Feero agrees. "We have relatively little oversight for this information, which you're seeing for yourself with your heart-attack results," he says.
(He is referring to my conflicting results for heart-attack risk from the three websites. One rated me as high risk, one as low risk, and the other as medium risk. "You should not be getting contradictory results like that," says Feero.)
Universities and medical groups are also taking steps to move into the new age of genomics, with initiatives to improve education for doctors and a flurry of articles and letters in medical and research journals.
Several major medical centers are developing their own tests vetted by scientists and physicians.
Baylor College of Medicine in Houston, for instance, is developing a custom gene-testing array focused on about 10,000 genetic markers associated with diseases. This is different from off-the-shelf arrays used by retail testing services that do not cover many genetic markers associated with disease.
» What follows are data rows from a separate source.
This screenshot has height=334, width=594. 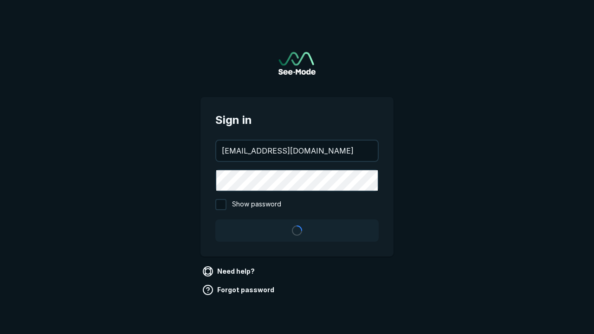 I want to click on span: Sign in, so click(x=297, y=120).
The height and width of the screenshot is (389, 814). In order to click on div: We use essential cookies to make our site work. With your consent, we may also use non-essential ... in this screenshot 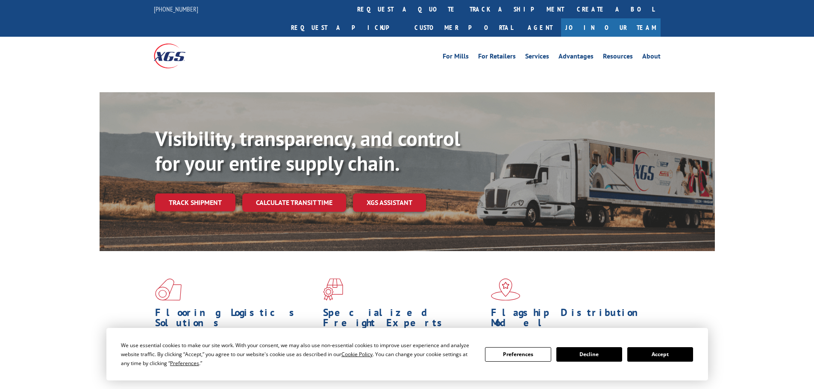, I will do `click(298, 354)`.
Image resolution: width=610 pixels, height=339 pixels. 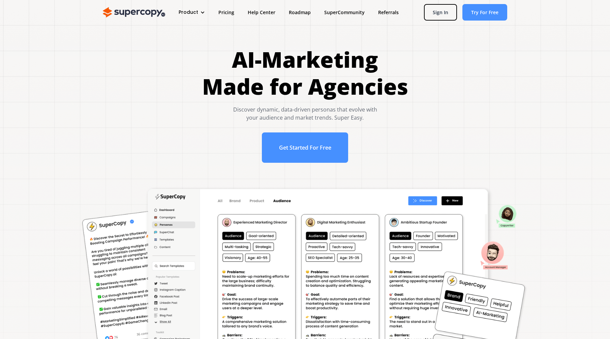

In New Jersey, meanwhile, the nonprofit Coriell Institute for Medical Research is developing a service that will test for a slate of validated genetic markers, and provide free—yes, free—information and analysis for common diseases. The institute plans to sign up 10,000 people in the next two years, and to eventually enlist 100,000 people.
The big medical-testing companies are also finding a market for offering traditional physician-ordered tests for genetic markers. Quest Diagnostics, for instance, earns $1 billion a year from molecular diagnostic testing, which includes dozens of DNA tests.
DNA Direct has another model; combining some aspects of traditional medical testing with an online service and offering products for sale over the internet. DNA Direct has a range of individual, doctor-approved tests that are ordered one at a time, usually when one's family history suggests a test is needed.
Over the next year or two, we are likely to see a miniature version of the dotcom shakeout occur in genetic testing. This is a moment when experimentation with business models will be as varied and edgy as the science itself, which also will continue to rapidly improve the quality of DNA testing and analysis.
But make no mistake: The long anticipated age of personalized genomics has arrived—perhaps in fits and starts, but it's here. And it will change not only the practice of medicine and how we take care of ourselves, but also may change how we view our health and who we are.